Wednesday, January 25, 2017

NYC's worst tax: The numbers on the commercial-rent surcharge

Crain's New York Business reports:
Early next month the City Council will hold a hearing on revising the most unfair tax in New York—the commercial-rent tax—but the prospects of reform are very uncertain.

Manhattan Councilman Daniel Garodnick is pushing a bill to exempt businesses that pay less than $500,000 in rent from the tax, which adds a 3.9% surcharge to the rents paid by some businesses. The current limit is $250,000.

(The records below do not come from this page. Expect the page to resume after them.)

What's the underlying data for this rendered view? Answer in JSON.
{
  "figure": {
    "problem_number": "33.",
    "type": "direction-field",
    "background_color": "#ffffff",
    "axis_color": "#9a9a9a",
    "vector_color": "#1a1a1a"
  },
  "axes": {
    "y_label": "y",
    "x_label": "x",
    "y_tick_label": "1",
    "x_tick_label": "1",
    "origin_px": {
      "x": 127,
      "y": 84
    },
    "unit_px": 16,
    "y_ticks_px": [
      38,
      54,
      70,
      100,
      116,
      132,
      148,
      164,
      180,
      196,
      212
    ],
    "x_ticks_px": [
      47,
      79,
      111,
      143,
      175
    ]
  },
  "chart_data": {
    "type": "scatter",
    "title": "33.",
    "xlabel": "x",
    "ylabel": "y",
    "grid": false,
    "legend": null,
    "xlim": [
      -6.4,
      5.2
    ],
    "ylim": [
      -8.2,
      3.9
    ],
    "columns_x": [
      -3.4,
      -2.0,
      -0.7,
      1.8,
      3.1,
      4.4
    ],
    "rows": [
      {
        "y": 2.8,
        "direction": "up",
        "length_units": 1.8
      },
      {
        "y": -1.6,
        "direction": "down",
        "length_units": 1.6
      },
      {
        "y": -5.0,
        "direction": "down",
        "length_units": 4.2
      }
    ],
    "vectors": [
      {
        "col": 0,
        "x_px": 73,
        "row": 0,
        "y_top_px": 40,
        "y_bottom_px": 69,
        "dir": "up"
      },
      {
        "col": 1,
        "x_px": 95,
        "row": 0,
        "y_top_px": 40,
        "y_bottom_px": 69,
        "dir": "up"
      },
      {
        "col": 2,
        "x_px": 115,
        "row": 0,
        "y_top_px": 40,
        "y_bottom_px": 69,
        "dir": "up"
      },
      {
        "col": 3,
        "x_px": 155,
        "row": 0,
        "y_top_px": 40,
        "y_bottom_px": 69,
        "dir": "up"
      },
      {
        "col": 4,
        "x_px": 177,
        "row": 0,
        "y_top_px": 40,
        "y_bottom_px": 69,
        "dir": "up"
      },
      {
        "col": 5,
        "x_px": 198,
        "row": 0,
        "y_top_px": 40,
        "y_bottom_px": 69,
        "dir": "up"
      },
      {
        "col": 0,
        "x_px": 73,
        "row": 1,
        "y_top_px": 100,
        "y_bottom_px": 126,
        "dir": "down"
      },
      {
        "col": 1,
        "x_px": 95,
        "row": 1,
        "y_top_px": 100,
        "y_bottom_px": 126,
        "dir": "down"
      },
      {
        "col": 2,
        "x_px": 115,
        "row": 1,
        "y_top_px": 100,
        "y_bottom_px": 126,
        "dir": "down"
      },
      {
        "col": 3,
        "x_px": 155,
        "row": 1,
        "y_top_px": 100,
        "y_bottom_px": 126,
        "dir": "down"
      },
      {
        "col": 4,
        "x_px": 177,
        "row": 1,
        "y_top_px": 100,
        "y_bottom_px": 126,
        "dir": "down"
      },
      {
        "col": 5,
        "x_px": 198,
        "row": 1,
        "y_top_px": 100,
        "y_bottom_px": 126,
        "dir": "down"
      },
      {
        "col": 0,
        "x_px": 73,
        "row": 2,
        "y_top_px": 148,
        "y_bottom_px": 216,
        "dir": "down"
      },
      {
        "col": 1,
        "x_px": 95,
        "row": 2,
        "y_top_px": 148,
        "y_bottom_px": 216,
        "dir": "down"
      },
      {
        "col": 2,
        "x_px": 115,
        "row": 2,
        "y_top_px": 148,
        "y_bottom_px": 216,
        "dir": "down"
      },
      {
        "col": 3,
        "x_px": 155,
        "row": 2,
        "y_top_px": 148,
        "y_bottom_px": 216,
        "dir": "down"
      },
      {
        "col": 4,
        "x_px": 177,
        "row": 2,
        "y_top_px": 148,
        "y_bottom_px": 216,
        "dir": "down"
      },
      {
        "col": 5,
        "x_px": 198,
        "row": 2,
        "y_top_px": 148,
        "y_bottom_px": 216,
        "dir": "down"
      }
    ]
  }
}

In fiscal 2016, 10,999 firms paid the tax, producing $754 million with an average burden of $68,500. As rents have risen, more renters are ensnared, as the sharp increase in the number of firms and the rent collected since 2013 shows. The Independent Budget Office projects the tax will produce $814 million in the current fiscal year and $854 million for the 2018 budget that Mayor Bill de Blasio announced Tuesday
There's more:
This tax has a tangled history. It was first imposed in 1963 when the city was approaching statutory limits on the property tax. In that era, the first response to any revenue need was to get it from businesses. No one seemed to understand that landlords passed the cost of property taxes along to tenants, but that was the world back then.

The current state of affairs can be blamed on former Mayor Rudy Giuliani and former Assembly Speaker Sheldon Silver. In the 1990s, the CRT was high on Rudy's list of taxes ruining the city, and he pledged to eliminate it. He started by ending it everywhere but in Manhattan south of 96th Street and exempting smaller companies, but the effort eventually stalled. In the aftermath of Sept. 11, Silver demanded it be eliminated for much of downtown to lure companies back to the area. The tax does not apply in some other parts of Manhattan as well.
There's nothing like rent-seeking to get some people to pay a tax.